Bid to buy Amazin’s
fan from Long Island, has an estimated net worth of $13.6 billion, per Forbes, and is the favorite to own the club. He has close ties to Mets special assistant to the GM, Omar Minaya, and former manager Bobby Valentine, and can outbid other groups that have made it into the second round of bidding.
Cohen’s $2.6 billion deal to buy the Mets fell through in the 11th hour in February over control issues. The original terms of the Cohen agreement had Fred Wilpon as controlling partner for the next five years from the onset. The Wilpons hired the investment bank Allen & Co. to oversee the process shortly after the deal with Cohen collapsed.
“We’ll be moving forward to find a new transaction,” Jeff Wilpon said in a February statement, the last time the Mets publicly spoke about the sale. “We will not be giving details or updates on the timeline or process until we are prepared to make a public announcement.”

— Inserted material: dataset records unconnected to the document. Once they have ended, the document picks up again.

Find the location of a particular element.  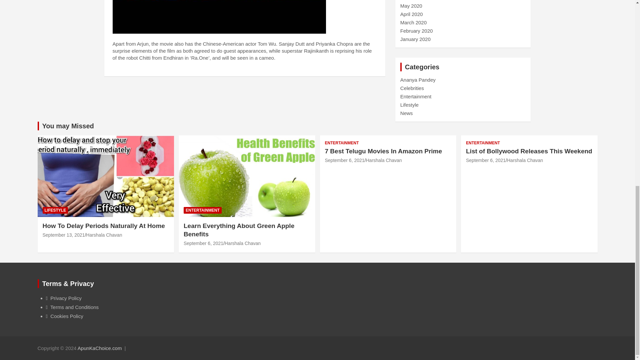

Entertainment is located at coordinates (416, 96).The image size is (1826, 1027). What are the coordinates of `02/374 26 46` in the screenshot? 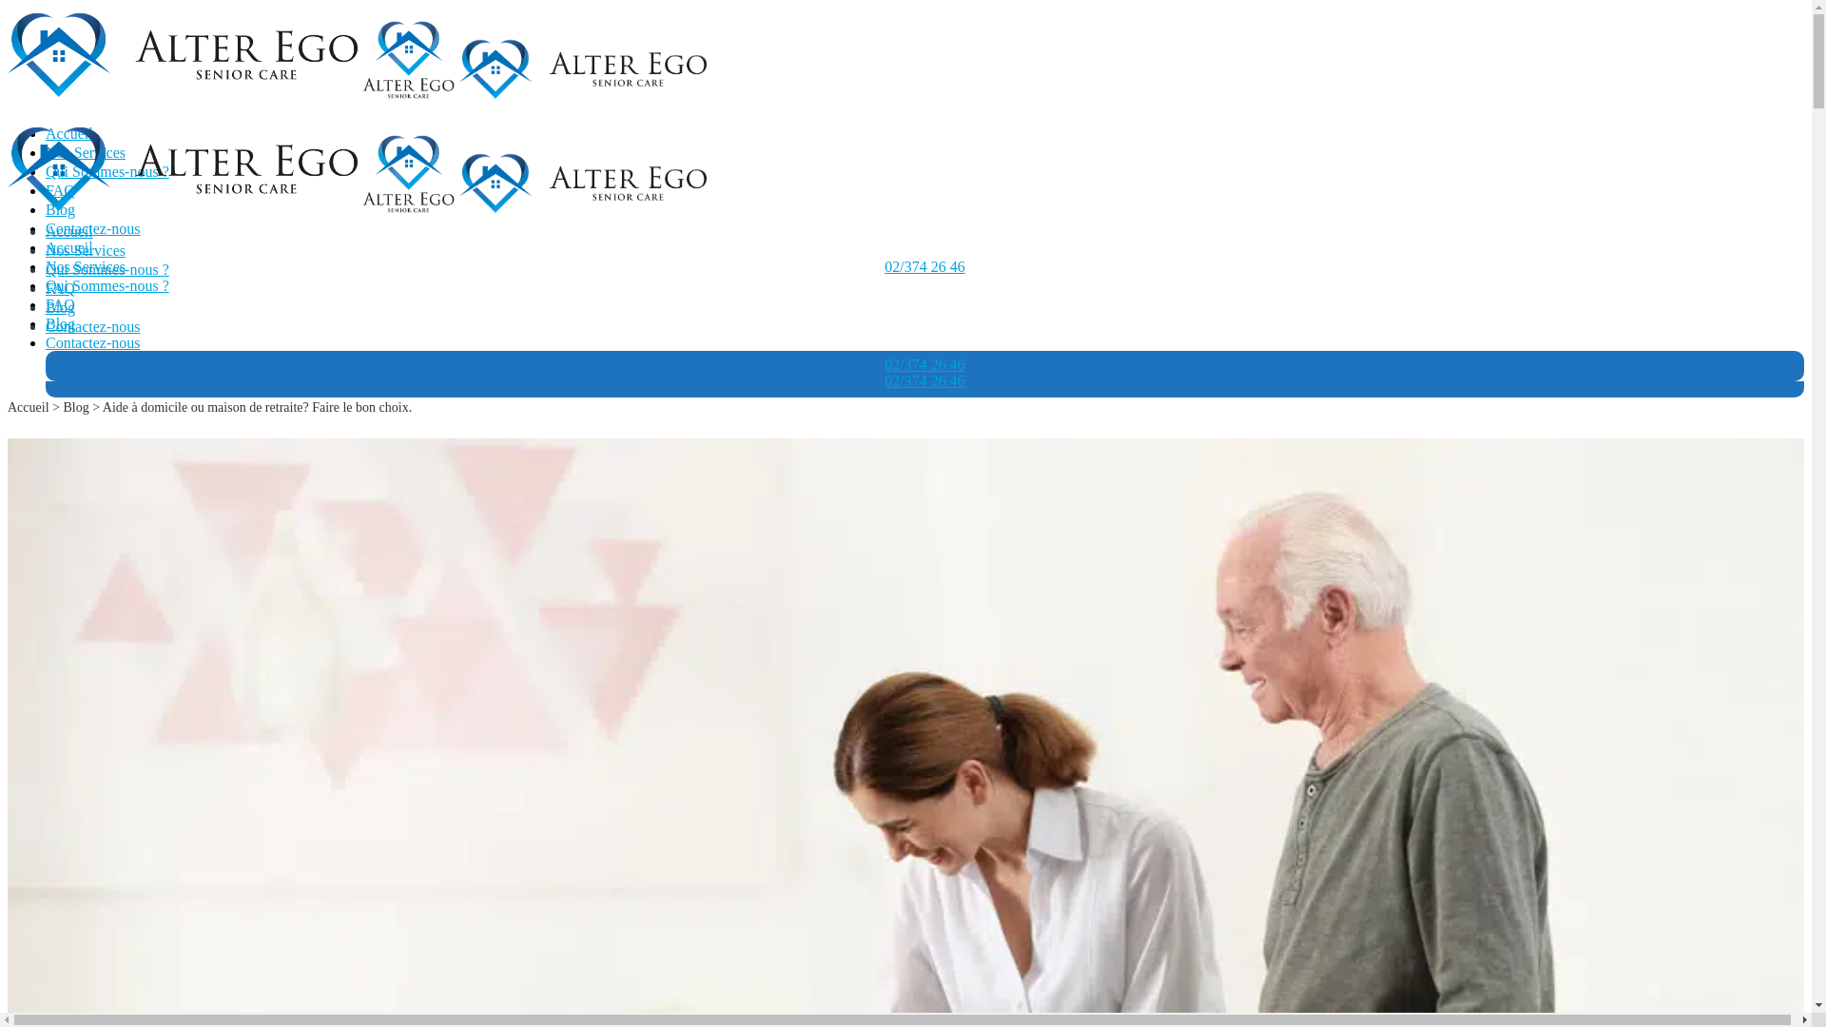 It's located at (924, 365).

One of the next steps in the Mets sale process is getting three-quarters majority approval from Major League Baseball owners. Cohen, as part owner of the team, has already received a level of clearance from the league. In this way, he is steps ahead of other interested groups, in regards to league approval.
MLB commissioner Rob Manfred supported the Cohen transaction in December, before the deal collapsed in February. Manfred then said it was “a pretty standardlooking transaction in terms of path-to-control and transition.” A couple of months later, Manfred confirmed the deal was dead. The commissioner supported the Wilpons and said, “The assertion that the transaction fell apart because of something that the Wilpons did is completely and utterly unfair.”
The group involving Nelson Doubleday and Fred Wilpon bought the team in 1980. The Wilpons sold minority shares of the club in 2012 after the fallout of their losses in the Bernie Madoff Ponzi scheme. This marks the first time in 40 years that a New York based MLB franchise has been on the open market.